As a cranky old general once exclaimed “D— it, I thought we were safe when militia men were not eligible; but these touts and store-keepers and bonnet-shop keepers will make the Rag a den of thieves, by Gad!”
The association of these respective vocations in the old warrior’s mind was evidently based on the legend that then obtained that when the captain was inspecting the front rank of the Tower Hamlets the rear rank was faced about by way of precaution.
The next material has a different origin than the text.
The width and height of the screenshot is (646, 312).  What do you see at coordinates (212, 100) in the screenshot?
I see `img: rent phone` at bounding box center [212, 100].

Every one who knew Jonas Hunt must have been astonished to read that he left over £35,000 at his death a few months ago. As brave as a lion, he would assuredly—had he not been such a rip—have received the Victoria Cross for his share in the Balaclava charge, and when he sold out two years later, he was literally without a shilling, and continued in the same happy condition for twenty years after—not that Jonas stinted himself in anything, on the contrary, he would plunge to any extent, dunning you if chance made him your creditor, and forgetting any debt almost as soon as contracted. A bruiser of no mean class, he invariably suggested a round if any one had the temerity to remind him.
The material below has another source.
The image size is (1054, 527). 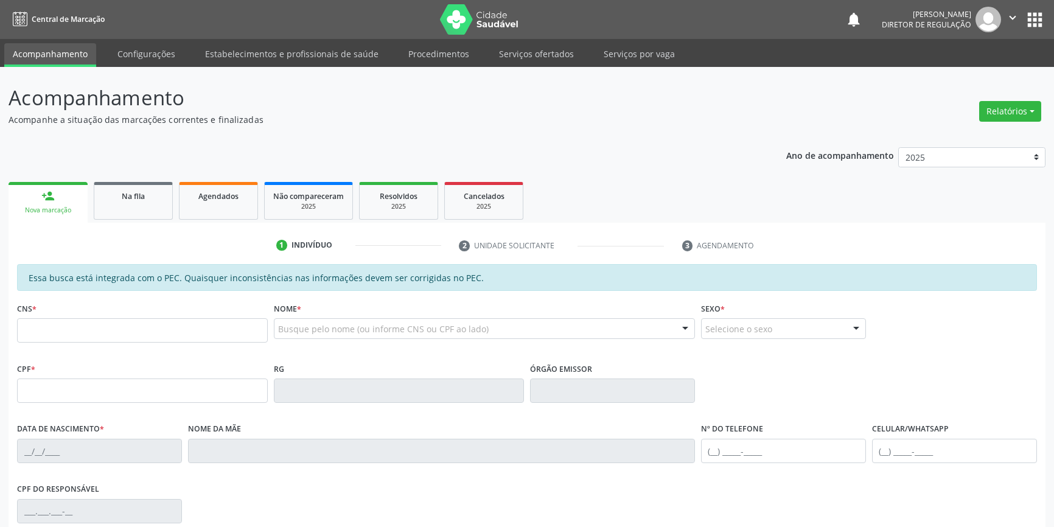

A highly objectionable individual, whose father was a buggy master in Calcutta, and actually got a commission in the “Blues” till ordered to sell out for writing anonymous letters to a celebrated beauty of the Sixties not long since dead, once had the impudence to remind Jonas of a debt, and was replied to as follows: “I should have thought it more in your line to have written anonymously to my wife, but if you prefer to settle the matter with your fists I am entirely at your disposal.” The man who procured the retirement of the anonymous letter-writer was at the time an officer in the Guards, and though still to be seen radiating between minor restaurants and 100 per cent. bureaus, has nothing left of his former self but a fly-blown prefix to his name, and even that has lost its commercial value amongst Hebrew financiers of shady enterprises.